“When you look at a vacuum in a quantum theory of fields, it isn't exactly nothing.”
in video Meet Peter Higgs http://cdsweb.cern.ch/record/1019670 by CERN (July 2004).
Help us to complete the source, original and additional information
Peter Higgs 8
British physicist 1929Related quotes

[The Universe Speaks in Numbers: Robbert Dijkgraaf and Edward Witten in Conversation, 30 May 2019, YouTube, https://www.youtube.com/watch?v=RjthuCDzAnY] (quote at 7:18 of 21:39)

Interview in The Hindu (2013)
Context: The improved understanding of the equations of hydrodynamics is general in nature; it applies to all quantum field theories, including those like quantum chromodynamics that are of interest to real world experiments. I think this is a good (though minor) example of the impact of string theory on experiments. At our current stage of understanding of string theory, we can effectively do calculations only in particularly simple — particularly symmetric — theories. But we are able to analyse these theories very completely; do the calculations completely correctly. We can then use these calculations to test various general predictions about the behaviour of all quantum field theories. These expectations sometimes turn out to be incorrect. With the string calculations to guide you can then correct these predictions. The corrected general expectations then apply to all quantum field theories, not just those very symmetric ones that string theory is able to analyse in detail.

(1955) as quoted in Some strangeness in the proportion: a centennial symposium to celebrate the achievements of Albert Einstein (1980) Addison-Wesley Pub. Co., Advanced Book Program.
1950s

Interview in The Hindu (2013)
Context: The improved understanding of the equations of hydrodynamics is general in nature; it applies to all quantum field theories, including those like quantum chromodynamics that are of interest to real world experiments. I think this is a good (though minor) example of the impact of string theory on experiments. At our current stage of understanding of string theory, we can effectively do calculations only in particularly simple — particularly symmetric — theories. But we are able to analyse these theories very completely; do the calculations completely correctly. We can then use these calculations to test various general predictions about the behaviour of all quantum field theories. These expectations sometimes turn out to be incorrect. With the string calculations to guide you can then correct these predictions. The corrected general expectations then apply to all quantum field theories, not just those very symmetric ones that string theory is able to analyse in detail.
"Quantum Locality", Found Phys (2011) 41: 705–733

[1992, Intersection Theory, Integrable Hierarchies and Topological Field Theory by Robbert Dijkgraaf, Fröhlich J., ’t Hooft G., Jaffe A., Mack G., Mitter P.K., Stora R. (eds.), New Symmetry Principles in Quantum Field Theory, NATO ASI Series (Series B: Physics), vol. 295, 95–158, Springer, Boston, MA, 10.1007/978-1-4615-3472-3_4]

“The quantum revolution showed us why the old picture of a vacuum as an empty box was untenable.”
...Gradually, this exotic new picture of quantum nothingness succumbed to experimental exploration... in the form of vacuum tubes, light bulbs and X-rays. Now the 'empty' space itself started to be probed. ...There was always something left: a vacuum energy that permeated every fibre of the Universe.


__What you have to do__:
Every record gets copied exactly, and no picture goes with it.

__Available data__:

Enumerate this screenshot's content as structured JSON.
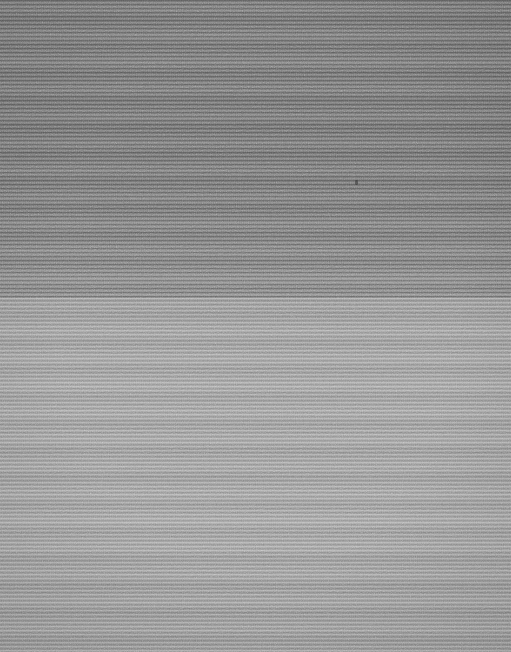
{
  "capture": {
    "width": 511,
    "height": 652,
    "state": "signal-lost",
    "legible_content": "none",
    "description": "Corrupted screen capture: horizontal scanline noise across the full frame with no text, icons, or UI structure recoverable."
  },
  "appearance": {
    "overall_background_hex": "#8a8a8a",
    "artifact_type": "horizontal-scanlines",
    "scanline_period_px": 4,
    "has_text": false,
    "has_icons": false,
    "has_borders": false,
    "has_panels": false
  },
  "zones": [
    {
      "name": "upper-dark-band",
      "top": 0,
      "height": 292,
      "mean_hex": "#787878",
      "scanline_contrast": "high",
      "scanline_spacing": "tight",
      "noise_density": "high"
    },
    {
      "name": "transition-band",
      "top": 286,
      "height": 30,
      "mean_hex": "#909090",
      "scanline_contrast": "medium",
      "scanline_spacing": "medium",
      "noise_density": "medium"
    },
    {
      "name": "lower-light-band",
      "top": 314,
      "height": 338,
      "mean_hex": "#9a9a9a",
      "scanline_contrast": "low",
      "scanline_spacing": "wide",
      "noise_density": "low"
    }
  ],
  "artifacts": [
    {
      "name": "dark-speck",
      "x": 355,
      "y": 180,
      "width": 3,
      "height": 5,
      "note": "isolated sensor/compression speck, not a cursor or glyph"
    }
  ]
}
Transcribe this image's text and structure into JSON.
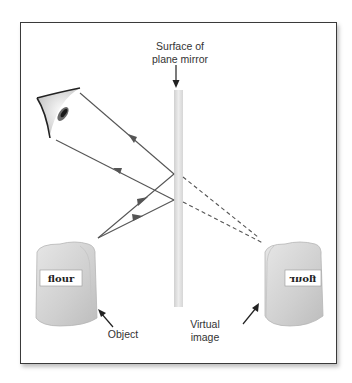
{
  "diagram": {
    "labels": {
      "mirror_line1": "Surface of",
      "mirror_line2": "plane mirror",
      "object": "Object",
      "virtual_line1": "Virtual",
      "virtual_line2": "image"
    },
    "object_bag_text": "flour",
    "virtual_bag_text": "flour",
    "elements": [
      "eye",
      "plane mirror",
      "object (flour bag)",
      "virtual image (mirrored flour bag)",
      "incident rays",
      "reflected rays",
      "dashed extension rays"
    ],
    "colors": {
      "ray": "#555555",
      "mirror": "#dcdcdc",
      "frame": "#3a3a3a",
      "bag": "#d8d8d8"
    }
  }
}
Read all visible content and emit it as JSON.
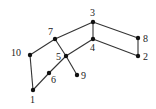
{
  "diagram": {
    "type": "graph",
    "nodes": [
      {
        "id": "1",
        "label": "1",
        "x": 33,
        "y": 90,
        "lx": 30,
        "ly": 103
      },
      {
        "id": "2",
        "label": "2",
        "x": 138,
        "y": 56,
        "lx": 143,
        "ly": 60
      },
      {
        "id": "3",
        "label": "3",
        "x": 93,
        "y": 22,
        "lx": 90,
        "ly": 16
      },
      {
        "id": "4",
        "label": "4",
        "x": 93,
        "y": 39,
        "lx": 90,
        "ly": 51
      },
      {
        "id": "5",
        "label": "5",
        "x": 66,
        "y": 56,
        "lx": 56,
        "ly": 60
      },
      {
        "id": "6",
        "label": "6",
        "x": 49,
        "y": 73,
        "lx": 51,
        "ly": 83
      },
      {
        "id": "7",
        "label": "7",
        "x": 55,
        "y": 39,
        "lx": 48,
        "ly": 35
      },
      {
        "id": "8",
        "label": "8",
        "x": 138,
        "y": 38,
        "lx": 143,
        "ly": 42
      },
      {
        "id": "9",
        "label": "9",
        "x": 77,
        "y": 75,
        "lx": 81,
        "ly": 79
      },
      {
        "id": "10",
        "label": "10",
        "x": 30,
        "y": 55,
        "lx": 11,
        "ly": 56
      }
    ],
    "edges": [
      [
        "1",
        "10"
      ],
      [
        "10",
        "7"
      ],
      [
        "7",
        "3"
      ],
      [
        "3",
        "8"
      ],
      [
        "8",
        "2"
      ],
      [
        "2",
        "4"
      ],
      [
        "4",
        "3"
      ],
      [
        "4",
        "5"
      ],
      [
        "7",
        "5"
      ],
      [
        "5",
        "9"
      ],
      [
        "5",
        "6"
      ],
      [
        "6",
        "1"
      ]
    ]
  }
}
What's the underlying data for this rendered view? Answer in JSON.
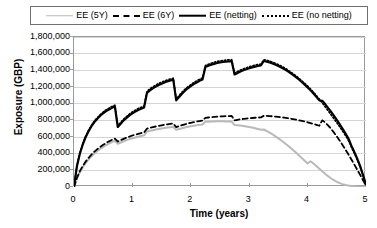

__Written answer__:
Enumerate this screenshot's content as structured JSON.
{
  "capture": {
    "width": 511,
    "height": 652,
    "state": "signal-lost",
    "legible_content": "none",
    "description": "Corrupted screen capture: horizontal scanline noise across the full frame with no text, icons, or UI structure recoverable."
  },
  "appearance": {
    "overall_background_hex": "#8a8a8a",
    "artifact_type": "horizontal-scanlines",
    "scanline_period_px": 4,
    "has_text": false,
    "has_icons": false,
    "has_borders": false,
    "has_panels": false
  },
  "zones": [
    {
      "name": "upper-dark-band",
      "top": 0,
      "height": 292,
      "mean_hex": "#787878",
      "scanline_contrast": "high",
      "scanline_spacing": "tight",
      "noise_density": "high"
    },
    {
      "name": "transition-band",
      "top": 286,
      "height": 30,
      "mean_hex": "#909090",
      "scanline_contrast": "medium",
      "scanline_spacing": "medium",
      "noise_density": "medium"
    },
    {
      "name": "lower-light-band",
      "top": 314,
      "height": 338,
      "mean_hex": "#9a9a9a",
      "scanline_contrast": "low",
      "scanline_spacing": "wide",
      "noise_density": "low"
    }
  ],
  "artifacts": [
    {
      "name": "dark-speck",
      "x": 355,
      "y": 180,
      "width": 3,
      "height": 5,
      "note": "isolated sensor/compression speck, not a cursor or glyph"
    }
  ]
}
Transcribe this image's text and structure into JSON.
{
  "diagram": {
    "labels": {
      "mirror_line1": "Surface of",
      "mirror_line2": "plane mirror",
      "object": "Object",
      "virtual_line1": "Virtual",
      "virtual_line2": "image"
    },
    "object_bag_text": "flour",
    "virtual_bag_text": "flour",
    "elements": [
      "eye",
      "plane mirror",
      "object (flour bag)",
      "virtual image (mirrored flour bag)",
      "incident rays",
      "reflected rays",
      "dashed extension rays"
    ],
    "colors": {
      "ray": "#555555",
      "mirror": "#dcdcdc",
      "frame": "#3a3a3a",
      "bag": "#d8d8d8"
    }
  }
}
Read all visible content and emit it as JSON.
{
  "diagram": {
    "type": "graph",
    "nodes": [
      {
        "id": "1",
        "label": "1",
        "x": 33,
        "y": 90,
        "lx": 30,
        "ly": 103
      },
      {
        "id": "2",
        "label": "2",
        "x": 138,
        "y": 56,
        "lx": 143,
        "ly": 60
      },
      {
        "id": "3",
        "label": "3",
        "x": 93,
        "y": 22,
        "lx": 90,
        "ly": 16
      },
      {
        "id": "4",
        "label": "4",
        "x": 93,
        "y": 39,
        "lx": 90,
        "ly": 51
      },
      {
        "id": "5",
        "label": "5",
        "x": 66,
        "y": 56,
        "lx": 56,
        "ly": 60
      },
      {
        "id": "6",
        "label": "6",
        "x": 49,
        "y": 73,
        "lx": 51,
        "ly": 83
      },
      {
        "id": "7",
        "label": "7",
        "x": 55,
        "y": 39,
        "lx": 48,
        "ly": 35
      },
      {
        "id": "8",
        "label": "8",
        "x": 138,
        "y": 38,
        "lx": 143,
        "ly": 42
      },
      {
        "id": "9",
        "label": "9",
        "x": 77,
        "y": 75,
        "lx": 81,
        "ly": 79
      },
      {
        "id": "10",
        "label": "10",
        "x": 30,
        "y": 55,
        "lx": 11,
        "ly": 56
      }
    ],
    "edges": [
      [
        "1",
        "10"
      ],
      [
        "10",
        "7"
      ],
      [
        "7",
        "3"
      ],
      [
        "3",
        "8"
      ],
      [
        "8",
        "2"
      ],
      [
        "2",
        "4"
      ],
      [
        "4",
        "3"
      ],
      [
        "4",
        "5"
      ],
      [
        "7",
        "5"
      ],
      [
        "5",
        "9"
      ],
      [
        "5",
        "6"
      ],
      [
        "6",
        "1"
      ]
    ]
  }
}
What's the underlying data for this rendered view? Answer in JSON.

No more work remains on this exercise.